Some Guy seems to (cautiously and mildly) align with Jordan Peterson on the topic of Cultural Christianity: that is, the concept that even if you don't believe in God, or the Incarnation, or the Resurrection, you should still go to church and perform the outward rituals and ceremonies of the Christian religion. Christianity has, as a meme, proved itself to be pro-social, pro-growth, and pro-peace and we don't have a better replacement. Better to treat Christianity as a Chesterton Fence and embrace it even against your reason than to cast it aside and be left in a Nietzschean void.
Some Guy recently published an article in favor of Cultural Christianity. His main goal in the essay seems to be to convince sympathetic atheists to attend religious services. He calls the "obvious" objections distractions, and seems to think that many of these objections will be naturally addressed through interactions with the religious community. If he is holds orthodox Christian views (I believe he is Roman Catholic), then such questions could only be addressed truthfully in the Church; but he asks these atheists to attend synagogues and mosques as well. Perhaps he considers any religious exposure a positive step in an atheist's journey towards Christ.
In his next section of the essay on Dawkins, he reveals another glimpse into the way he thinks of Christianity. Given the question "Do you believe Jesus died for our sins?", he answers "Yes, but you have to begin from the position that Jesus wasn’t just some guy who arbitrarily claimed a particular title. It was as if morality itself became a person. I find the moral innovations of Jesus to be something close to the mechanical equivalent of finding a functioning F-35 jet plane in ancient Egypt. Do you know what people were like before that guy got nailed to a cross? Crack open a history book.". What an astonishing thing to say! "Jesus died for our sins" is "real" because after Jesus died, we literally sinned less! We went from barbaric and cruel to civilized and moral*.
I'm guessing that the following is a fair summary of Some Guy's theology: Some Guy believes in God. He believes God reveals himself in various ways. Humanity, in its own way, tries to comprehend the transcendent Truth, and does so imperfectly. Over time, humanity gains more and more knowledge of God. Judaism may have been the best human effort to understand God until Christianity came along; and still holds much wisdom and truth. But both Judaism and Christianity merely scratch the surface of what we can possibly understand about God and should not be treated as the final or only word on the matter. The Gospel narrative was humanity's closest interaction with the divine (even if there wasn't a literal incarnation) and the resulting Testament gives us an opaque glimpse into that divine, using the only means that imperfect and distinctly sub-divine humanity could use. "For now we see through a glass, darkly; but then face to face: now I know in part; but then shall I know even as also I am known."

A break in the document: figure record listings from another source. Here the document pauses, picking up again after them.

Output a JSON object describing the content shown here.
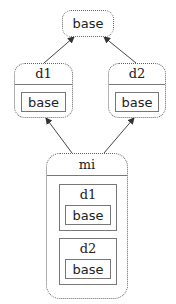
{
  "diagram": {
    "type": "class-hierarchy",
    "nodes": {
      "base": {
        "label": "base"
      },
      "d1": {
        "label": "d1",
        "contains": {
          "label": "base"
        }
      },
      "d2": {
        "label": "d2",
        "contains": {
          "label": "base"
        }
      },
      "mi": {
        "label": "mi",
        "contains": [
          {
            "label": "d1",
            "contains": {
              "label": "base"
            }
          },
          {
            "label": "d2",
            "contains": {
              "label": "base"
            }
          }
        ]
      }
    },
    "edges": [
      {
        "from": "d1",
        "to": "base"
      },
      {
        "from": "d2",
        "to": "base"
      },
      {
        "from": "mi",
        "to": "d1"
      },
      {
        "from": "mi",
        "to": "d2"
      }
    ]
  }
}
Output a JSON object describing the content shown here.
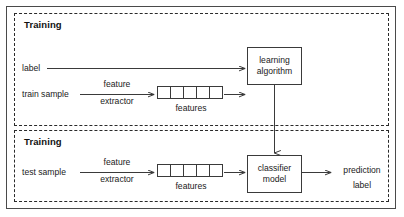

I disagree with this argument, but I also find it difficult to counter. It is a much more compelling line (though superficially similar) to the "all religions contain truth" platitude that many Gen Xers felt was the best way to end uncomfortable conversations in the 90s and early 00s. I do hold that humanity can never know everything about God (mathematically, this is a certainty: He is infinite, we are finite). And much like I enjoy Some Guy's writing even if his stories are fiction, I accept that there is much wisdom and truth in parables and fiction. As Jordan Peterson might say, "there is more truth in Dostoyevsky than in a newspaper". People will fight and die for an idea much more readily than they will fight and die for a fact. Someone who "believes" in Christianity in such a way could even say the Nicene Creed with a clear conscience: while the words may not be literally true they come the closest that we can come today in capturing our understanding of God.
And yet, the Bible makes many assertions that do not countenance ambiguity. "I am the way, the truth, and the life. No one comes to the Father except through Me.". "Today you will be with me in paradise". And "For if the dead do not rise, then Christ is not risen. And if Christ is not risen, your faith is futile; you are still in your sins! .... If in this life only we have hope in Christ, we are of all men the most pitiable." These are not the words of apostles that are struggling to describe the transcendent: these are definitive statements made by those who believed they were writing factual accounts. Without the literal Incarnation, the Crucifixion, and the Resurrection, we truly do not have hope and are among all the most to be pitied.
*Empirically, I do not find this argument compelling...humanity even in "Christian" Europe remained quite "cruel" (at least by modern sensibilities). Yes, Christianity elevated the status of children, women, and the downtrodden; but wars and violence continued (and continue) to be the norm.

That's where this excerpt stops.